Originally posted by Pheo
I fed exactly this point back to the Pentax rep - he asked me what I was missing - A replacement for my Tamron f2.8 17-50mm with WR - "what about the 16-50mm DA*" - Informed him I wouldn't touch it due to its bad rep with SDM motor failures, and that SDM not being fast enough. We talked for some time about the possibility of adding the DC motor to more lenses, he seemed as perplexed as me as to why this couldn't be done.
If the in-body motor is fast and silent, why even bother to continue in-lens focus motors of any kind?
It is clear to me that screw-drive lenses are extremely reliable versus in-lens motor designs (of any brand, and yes, there have been issues with in-lens focus motors of other brands), and you pay for only one focus motor versus one with every lens. Pentax has a quick-shift design that works just fine with the screw drive as well.
The screw-drive lenses I have are faster than any SDM lens I have owned, and while they might not keep up with a ring-motor design, they have to be far cheaper to make.
Putting a motor in the lens also means that the lens will never perform any differently than the day it was designed. While you are stuck with the gear ratio chosen for a screw-drive design, with the motor in the body, you can improve it with every generation and all lenses will benefit.

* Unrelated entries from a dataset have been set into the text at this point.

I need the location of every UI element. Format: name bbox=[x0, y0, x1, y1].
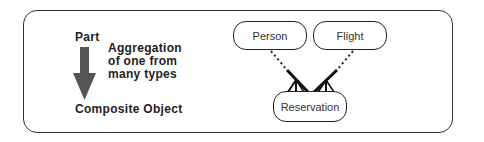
node-label: Flight bbox=[337, 30, 364, 42]
aggregation-description: Aggregation of one from many types bbox=[108, 42, 182, 81]
node-label: Reservation bbox=[281, 101, 340, 113]
edge-flight-reservation bbox=[314, 51, 353, 92]
description-line: many types bbox=[108, 68, 182, 81]
node-flight: Flight bbox=[313, 21, 387, 50]
edge-person-reservation bbox=[271, 51, 308, 92]
node-label: Person bbox=[253, 30, 288, 42]
down-arrow-icon bbox=[73, 47, 96, 100]
composite-object-label: Composite Object bbox=[75, 103, 182, 116]
node-person: Person bbox=[233, 21, 307, 50]
node-reservation: Reservation bbox=[273, 91, 347, 122]
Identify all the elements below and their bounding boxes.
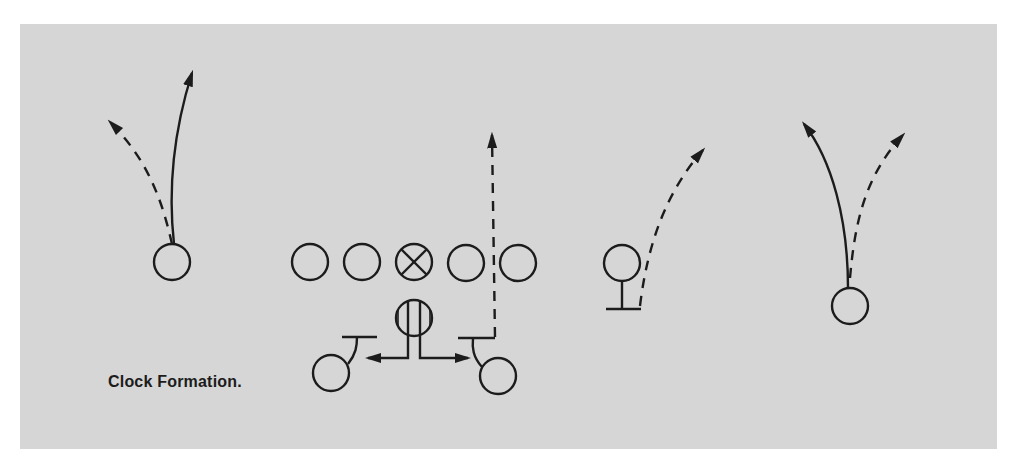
lineman-1 (292, 244, 328, 280)
left-end-player (110, 73, 192, 280)
wing-route-dashed (640, 150, 703, 306)
right-back-player (458, 338, 516, 394)
center-player (396, 244, 432, 280)
left-end-route-dashed (110, 122, 172, 244)
diagram-caption: Clock Formation. (108, 373, 242, 391)
offensive-line (292, 244, 536, 281)
lineman-3 (448, 245, 484, 281)
vertical-route-dashed (492, 135, 495, 337)
wing-player (604, 150, 703, 309)
right-end-player (804, 124, 903, 324)
quarterback-player (368, 300, 468, 358)
lineman-2 (344, 244, 380, 280)
left-end-route-solid (172, 73, 192, 244)
play-diagram (0, 0, 1027, 470)
right-end-route-solid (804, 124, 848, 288)
left-back-player (313, 337, 377, 391)
right-end-route-dashed (850, 135, 903, 278)
lineman-4 (500, 245, 536, 281)
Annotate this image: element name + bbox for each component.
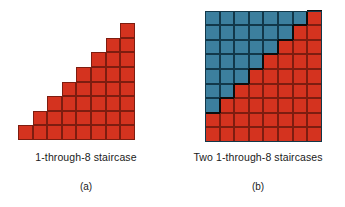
staircase-cell-red [62,111,77,126]
staircase-cell-red [33,111,48,126]
staircase-cell-red [293,54,308,69]
staircase-cell-blue [249,25,264,40]
staircase-cell-red [220,127,235,142]
staircase-divider-segment [220,97,235,99]
staircase-cell-red [120,125,135,140]
staircase-cell-red [120,67,135,82]
staircase-cell-red [47,111,62,126]
staircase-cell-blue [220,69,235,84]
staircase-cell-red [278,40,293,55]
staircase-cell-blue [205,25,220,40]
staircase-cell-blue [220,40,235,55]
staircase-cell-red [307,25,322,40]
staircase-cell-red [62,125,77,140]
staircase-cell-red [278,84,293,99]
staircase-cell-red [91,96,106,111]
staircase-cell-red [263,54,278,69]
staircase-divider-segment [277,40,279,55]
staircase-divider-segment [293,24,308,26]
staircase-cell-red [205,127,220,142]
staircase-cell-red [106,38,121,53]
staircase-cell-red [106,111,121,126]
staircase-cell-red [234,98,249,113]
staircase-cell-red [120,52,135,67]
staircase-cell-blue [234,11,249,26]
staircase-cell-blue [234,40,249,55]
staircase-cell-red [91,52,106,67]
staircase-cell-red [33,125,48,140]
staircase-cell-red [249,98,264,113]
staircase-cell-red [106,96,121,111]
staircase-cell-red [293,40,308,55]
staircase-divider-segment [262,54,264,69]
staircase-cell-blue [278,11,293,26]
staircase-cell-red [91,111,106,126]
staircase-cell-red [293,113,308,128]
staircase-divider-segment [205,112,220,114]
staircase-cell-red [205,113,220,128]
panel-a-sublabel: (a) [0,181,172,192]
staircase-cell-red [47,125,62,140]
staircase-cell-blue [220,54,235,69]
staircase-cell-red [234,113,249,128]
staircase-cell-blue [220,11,235,26]
staircase-divider-segment [263,53,278,55]
panel-a: 1-through-8 staircase (a) [0,0,172,207]
staircase-cell-blue [293,11,308,26]
staircase-cell-red [293,84,308,99]
staircase-cell-blue [220,84,235,99]
staircase-cell-red [293,25,308,40]
staircase-cell-blue [205,84,220,99]
staircase-cell-red [263,84,278,99]
staircase-cell-red [263,113,278,128]
staircase-cell-red [249,69,264,84]
staircase-divider-segment [234,83,249,85]
staircase-cell-red [307,113,322,128]
staircase-cell-red [120,96,135,111]
staircase-cell-red [120,82,135,97]
staircase-cell-blue [234,69,249,84]
staircase-cell-red [307,40,322,55]
staircase-cell-red [263,127,278,142]
staircase-divider-segment [306,11,308,26]
staircase-cell-red [91,67,106,82]
staircase-cell-red [278,54,293,69]
staircase-cell-red [293,98,308,113]
staircase-cell-red [263,98,278,113]
staircase-cell-red [293,69,308,84]
staircase-cell-blue [234,54,249,69]
staircase-cell-red [249,127,264,142]
staircase-cell-blue [278,25,293,40]
staircase-divider-segment [307,10,322,12]
staircase-cell-blue [263,25,278,40]
staircase-cell-red [249,113,264,128]
staircase-cell-blue [205,54,220,69]
staircase-cell-red [76,111,91,126]
staircase-cell-red [278,69,293,84]
staircase-cell-red [220,98,235,113]
staircase-divider-segment [233,84,235,99]
staircase-cell-red [62,82,77,97]
panel-b-sublabel: (b) [172,181,344,192]
staircase-cell-red [62,96,77,111]
staircase-divider-segment [278,39,293,41]
staircase-cell-blue [205,98,220,113]
staircase-divider-segment [292,25,294,40]
staircase-cell-red [249,84,264,99]
staircase-cell-red [278,98,293,113]
staircase-cell-red [106,82,121,97]
staircase-cell-red [220,113,235,128]
staircase-cell-red [76,67,91,82]
staircase-cell-red [307,11,322,26]
staircase-cell-red [76,96,91,111]
staircase-cell-red [278,113,293,128]
staircase-cell-red [263,69,278,84]
staircase-cell-red [106,125,121,140]
staircase-cell-red [307,54,322,69]
staircase-cell-red [307,69,322,84]
staircase-divider-segment [249,68,264,70]
staircase-cell-red [307,98,322,113]
staircase-cell-blue [263,11,278,26]
staircase-cell-red [106,67,121,82]
staircase-cell-red [91,125,106,140]
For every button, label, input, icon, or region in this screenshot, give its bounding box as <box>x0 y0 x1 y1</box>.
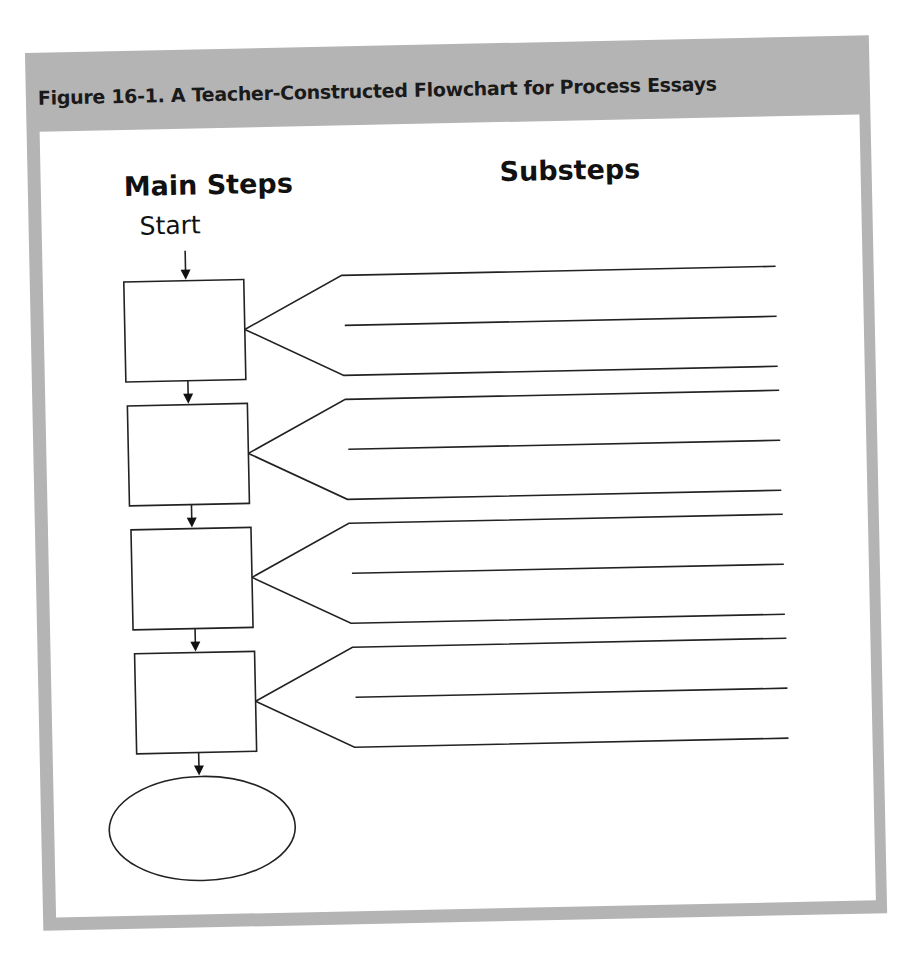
main-step-box[interactable] <box>124 279 246 381</box>
start-label: Start <box>139 210 201 240</box>
main-step-box[interactable] <box>131 527 253 629</box>
main-step-box[interactable] <box>135 651 257 753</box>
main-steps-heading: Main Steps <box>123 167 293 202</box>
flowchart-figure: Figure 16-1. A Teacher-Constructed Flowc… <box>0 0 918 964</box>
substeps-heading: Substeps <box>499 153 640 187</box>
main-step-box[interactable] <box>127 403 249 505</box>
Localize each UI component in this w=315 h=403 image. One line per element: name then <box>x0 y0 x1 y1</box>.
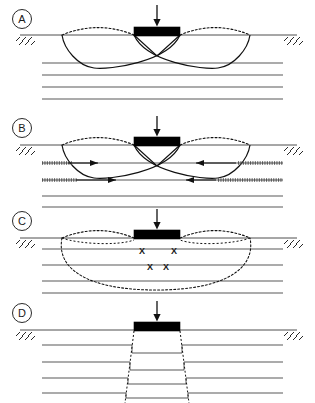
ground-hatch-left-d <box>16 332 35 340</box>
panel-label-letter: C <box>18 215 26 227</box>
panel-c-inner-arc-right <box>180 238 250 244</box>
load-arrow-b <box>153 116 160 137</box>
hatch-tick <box>22 332 26 336</box>
hatch-tick <box>19 336 23 340</box>
force-arrow-b-2 <box>196 160 236 166</box>
load-arrow-head <box>153 314 160 322</box>
hatch-tick <box>296 147 300 151</box>
hatch-tick <box>28 332 32 336</box>
ground-hatch-left-b <box>16 147 35 155</box>
shear-x-mark-1: X <box>171 246 177 256</box>
hatch-tick <box>22 240 26 244</box>
panel-d-punch-zone <box>42 345 283 398</box>
hatch-tick <box>299 336 303 340</box>
hatch-tick <box>31 244 35 248</box>
shear-x-mark-3: X <box>163 262 169 272</box>
panel-a-heave-left <box>62 28 134 35</box>
ground-hatch-right-c <box>284 240 303 248</box>
hatch-tick <box>293 41 297 45</box>
panel-c-failure-bulb <box>61 238 250 290</box>
load-arrow-d <box>153 301 160 322</box>
hatch-tick <box>290 147 294 151</box>
hatch-tick <box>25 41 29 45</box>
footing-c <box>134 230 180 239</box>
ground-hatch-right-a <box>284 37 303 45</box>
shear-x-mark-2: X <box>147 262 153 272</box>
panel-b-heave-right <box>180 138 250 145</box>
panel-b-heave-left <box>62 138 134 145</box>
soil-layers-a <box>42 63 283 99</box>
hatch-tick <box>31 151 35 155</box>
hatch-tick <box>19 41 23 45</box>
ground-hatch-right-b <box>284 147 303 155</box>
hatch-tick <box>299 41 303 45</box>
hatch-tick <box>299 151 303 155</box>
punch-shear-plane-left <box>125 331 134 403</box>
load-arrow-c <box>153 209 160 230</box>
soil-layers-b <box>42 163 283 207</box>
hatch-tick <box>284 37 288 41</box>
hatch-tick <box>16 332 20 336</box>
hatch-tick <box>296 37 300 41</box>
panel-label-letter: D <box>18 307 26 319</box>
hatch-tick <box>290 240 294 244</box>
hatch-tick <box>293 336 297 340</box>
hatch-tick <box>25 244 29 248</box>
hatch-tick <box>28 147 32 151</box>
panel-c-inner-arc-left <box>62 238 134 244</box>
bearing-capacity-failure-figure: ABCXXXXD <box>0 0 315 403</box>
panel-label-letter: B <box>18 122 25 134</box>
hatch-tick <box>287 151 291 155</box>
hatch-tick <box>287 336 291 340</box>
load-arrow-a <box>153 5 160 27</box>
panel-label-c: C <box>13 212 32 231</box>
hatch-tick <box>284 147 288 151</box>
panel-label-d: D <box>13 304 32 323</box>
load-arrow-head <box>153 19 160 27</box>
footing-d <box>134 322 180 331</box>
panel-c-heave-left <box>62 231 134 238</box>
force-arrow-head <box>186 177 194 183</box>
hatch-tick <box>290 37 294 41</box>
force-arrow-head <box>90 160 98 166</box>
panel-label-a: A <box>13 10 32 29</box>
failure-modes-diagram: ABCXXXXD <box>0 0 315 403</box>
ground-hatch-left-c <box>16 240 35 248</box>
hatch-tick <box>284 240 288 244</box>
panel-label-b: B <box>13 119 32 138</box>
panel-c-heave-right <box>180 231 250 238</box>
ground-hatch-left-a <box>16 37 35 45</box>
hatch-tick <box>28 240 32 244</box>
hatch-tick <box>299 244 303 248</box>
hatch-tick <box>290 332 294 336</box>
hatch-tick <box>293 244 297 248</box>
hatch-tick <box>287 41 291 45</box>
force-arrow-head <box>196 160 204 166</box>
hatch-tick <box>287 244 291 248</box>
hatch-tick <box>16 147 20 151</box>
hatch-tick <box>293 151 297 155</box>
panel-a-heave-right <box>180 28 250 35</box>
load-arrow-head <box>153 129 160 137</box>
hatch-tick <box>296 332 300 336</box>
panel-label-letter: A <box>18 13 26 25</box>
ground-hatch-right-d <box>284 332 303 340</box>
hatch-tick <box>22 147 26 151</box>
hatch-tick <box>19 151 23 155</box>
punch-shear-plane-right <box>180 331 189 403</box>
hatch-tick <box>284 332 288 336</box>
hatch-tick <box>16 240 20 244</box>
hatch-tick <box>19 244 23 248</box>
footing-b <box>134 137 180 146</box>
shear-x-mark-0: X <box>139 246 145 256</box>
hatch-tick <box>31 336 35 340</box>
hatch-tick <box>25 336 29 340</box>
hatch-tick <box>296 240 300 244</box>
footing-a <box>134 27 180 36</box>
hatch-tick <box>22 37 26 41</box>
hatch-tick <box>25 151 29 155</box>
hatch-tick <box>28 37 32 41</box>
hatch-tick <box>31 41 35 45</box>
load-arrow-head <box>153 222 160 230</box>
hatch-tick <box>16 37 20 41</box>
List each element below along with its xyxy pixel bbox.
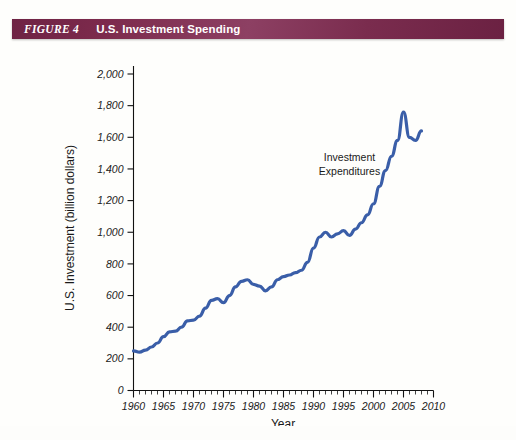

You have to have an in-body motor anyway to keep the backwards compatibility that Pentax is known for, and the main knock I hear against screw-drive lenses is the noise (which I am sure is mainly the motor in the body), so a fast and silent in-body motor is a simple and brilliant solution.
I hope that Pentax continues to think out of the box and doesn't listen to the folks that want the brand to "me too" everything CaNikon does, as that will leave only one way to compete: price.
I was holding out for the discounted K5II, but I may have to scrape up enough for the K3 if the IQ looks good.